Some Thoughts and a Poem

I was just remembering the old Trump slogan “Drill, Baby, Drill,” and while I know a lot of folks are hurting because of the price of oil, I still think this: if there’s no earth left to drive on, the price of gas doesn’t matter.

Oil drilling harms the Earth in multiple, well‑documented ways, affecting land, water, air, wildlife, and the climate. The damage begins long before the first drop of oil is pumped and continues through extraction, transport, and burning.

Oil drilling isn’t just a technical process or an economic talking point. It tears open land that never asked to be touched, poisons water that once ran clear and leaves behind a kind of silence that feels heavier than sound. Every spill, every leak, every plume of smoke is another reminder that the earth absorbs more than we ever admit — and it remembers longer than we ever will.

That’s the ground my poem “The Scorched Land” stands on. It came from the moment I realized the planet isn’t just a stage for our mistakes — it’s a witness. A witness to the forests scraped away for access roads, the oceans slicked with oil, the air thickened by what we pull from below. These aren’t abstract harms. They’re wounds. And the earth carries them the way a body carries scars.

The poem lives in that uneasy space where anger and grief meet the stubborn belief that we can still do better. It’s not political. It’s personal. It’s the voice you hear when the world goes quiet enough for you to notice what’s been lost and what’s still worth saving.

If you’ve ever felt that shift under your feet — that sense that the ground itself is keeping score — then “The Scorched Land” is the part of this post meant for you.

And if you want the part of this story that doesn’t fit neatly into facts or headlines, it’s in the poem that grew out of all this.

The Scorched Land

When the last of us remain on this scorched land,
We will watch the ancient footage of our folly—
How we spurned the cries of nature and her hand,
How we slowly drained the lifeblood of this planet.

We will see the glaciers melt, and oceans rise,
We will see the forests burn, and deserts spread,
We will see storms, floods, droughts, and fires,
We will see the mass extinction of the living dead.

We will wonder how we could have been so blind—
How could we have let our greed destroy our home?
How could we have ignored the signs of our decline?
How could we have sealed our fate with a catacomb?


> Instructions for the task: Set the listing down unchanged, minus every embedded image.

+ + +

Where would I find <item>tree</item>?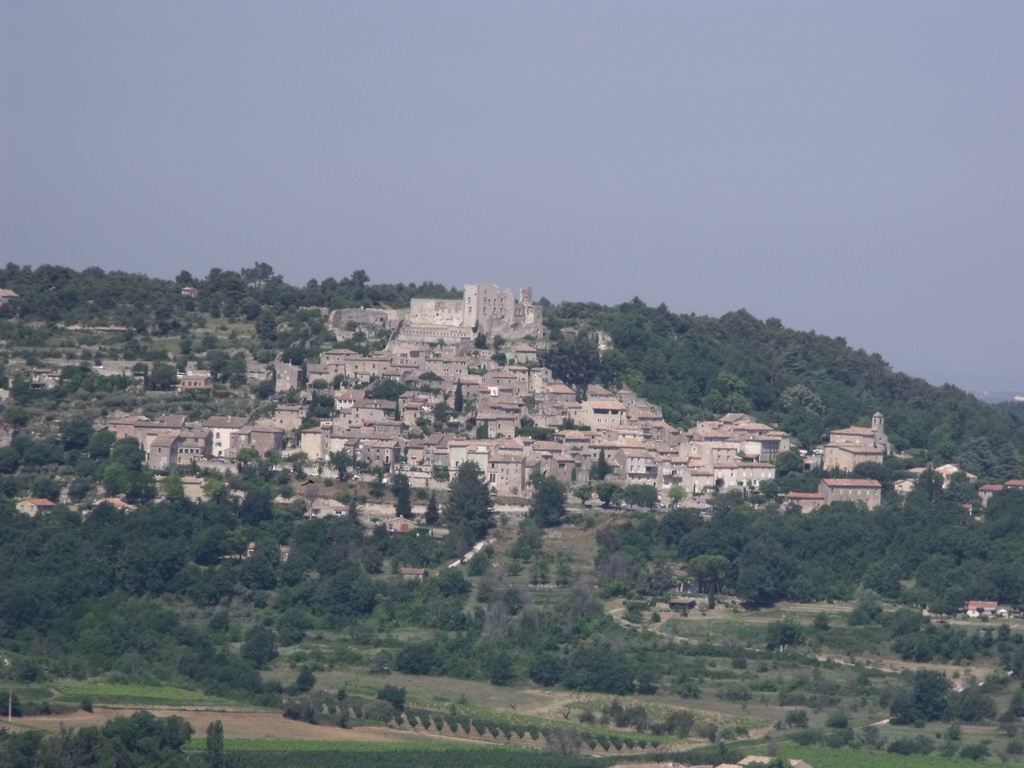
At x1=231, y1=444, x2=252, y2=468.
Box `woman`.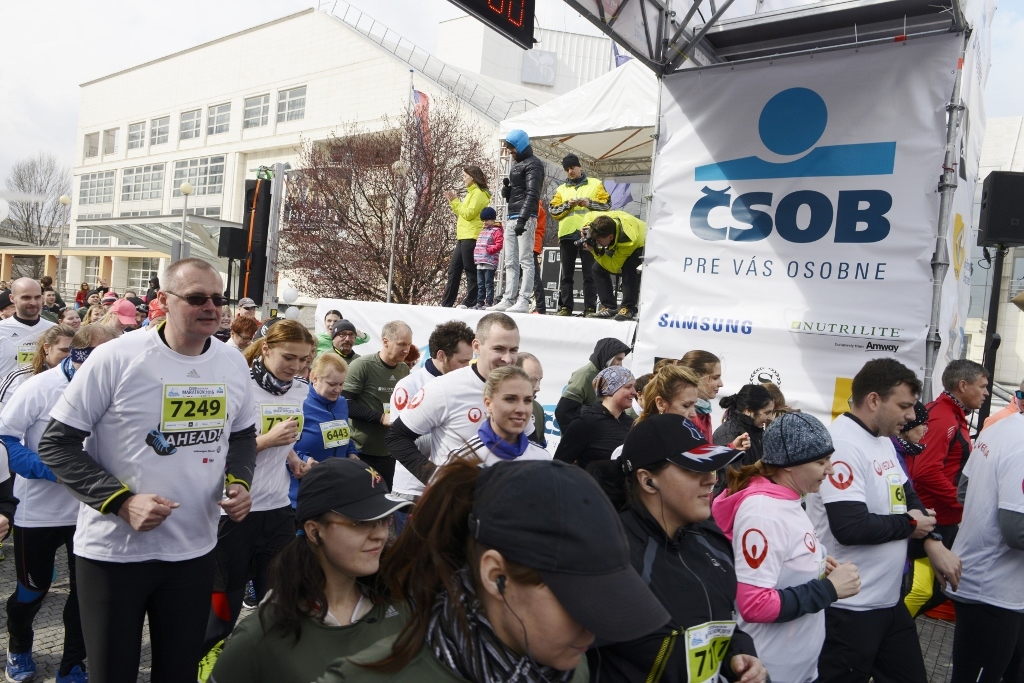
x1=434 y1=164 x2=493 y2=307.
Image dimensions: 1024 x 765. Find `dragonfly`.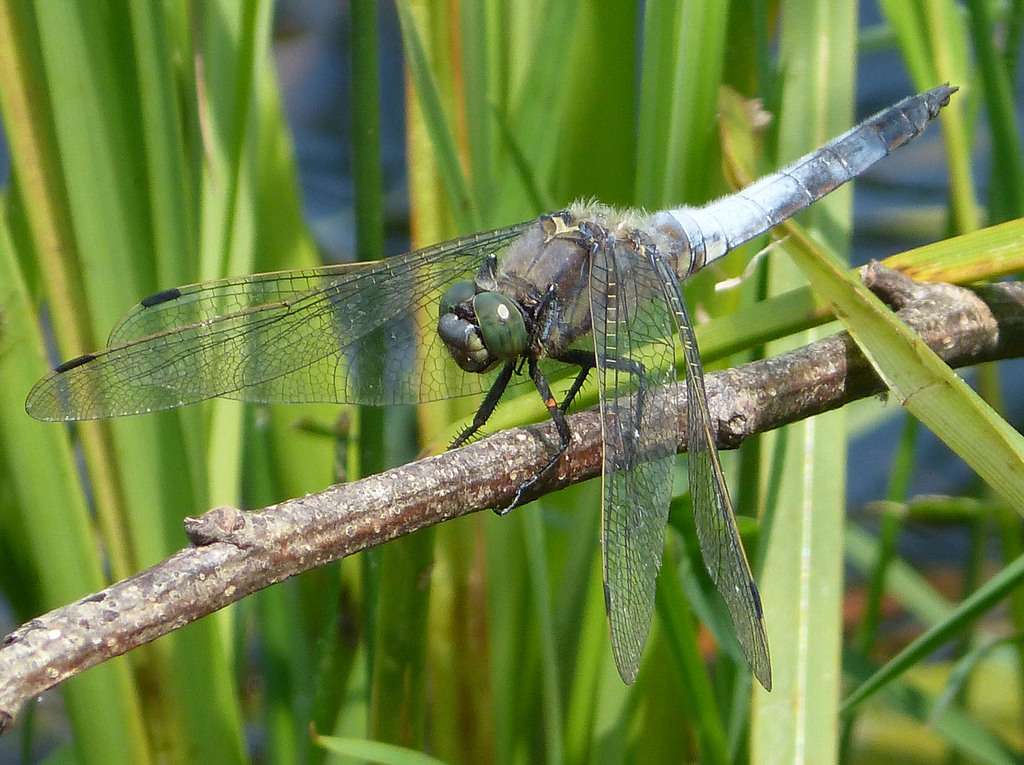
l=28, t=81, r=959, b=696.
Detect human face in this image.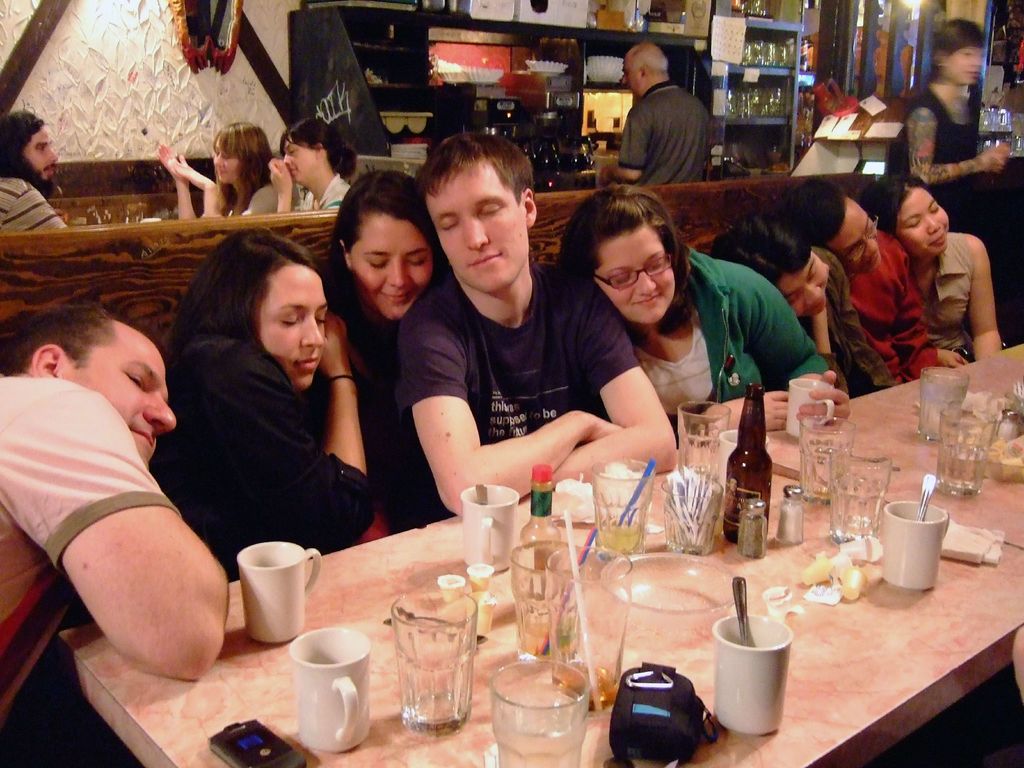
Detection: box(67, 318, 178, 466).
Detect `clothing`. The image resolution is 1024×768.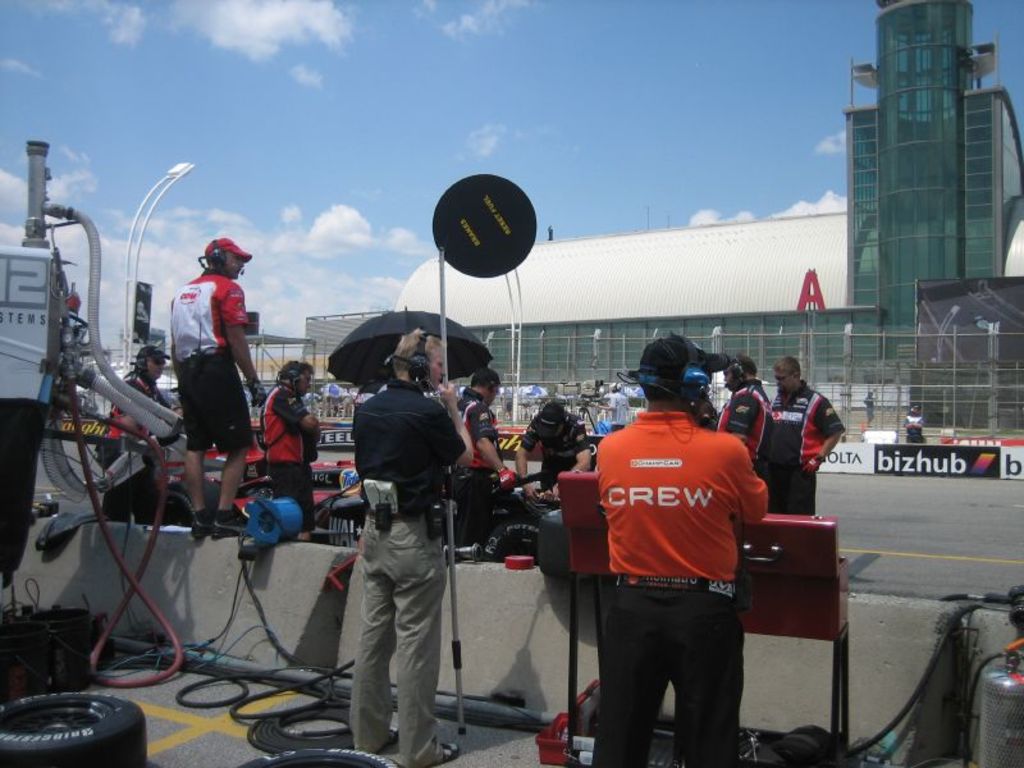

+ + +

> Solution:
Where would I find <item>tree</item>?
At x1=231, y1=444, x2=252, y2=468.
Box `woman`.
x1=434 y1=164 x2=493 y2=307.
Image dimensions: 1024 x 765. Find `dragonfly`.
l=28, t=81, r=959, b=696.
Detect human face in this image.
Detection: box(67, 318, 178, 466).
Detect `clothing`. The image resolution is 1024×768.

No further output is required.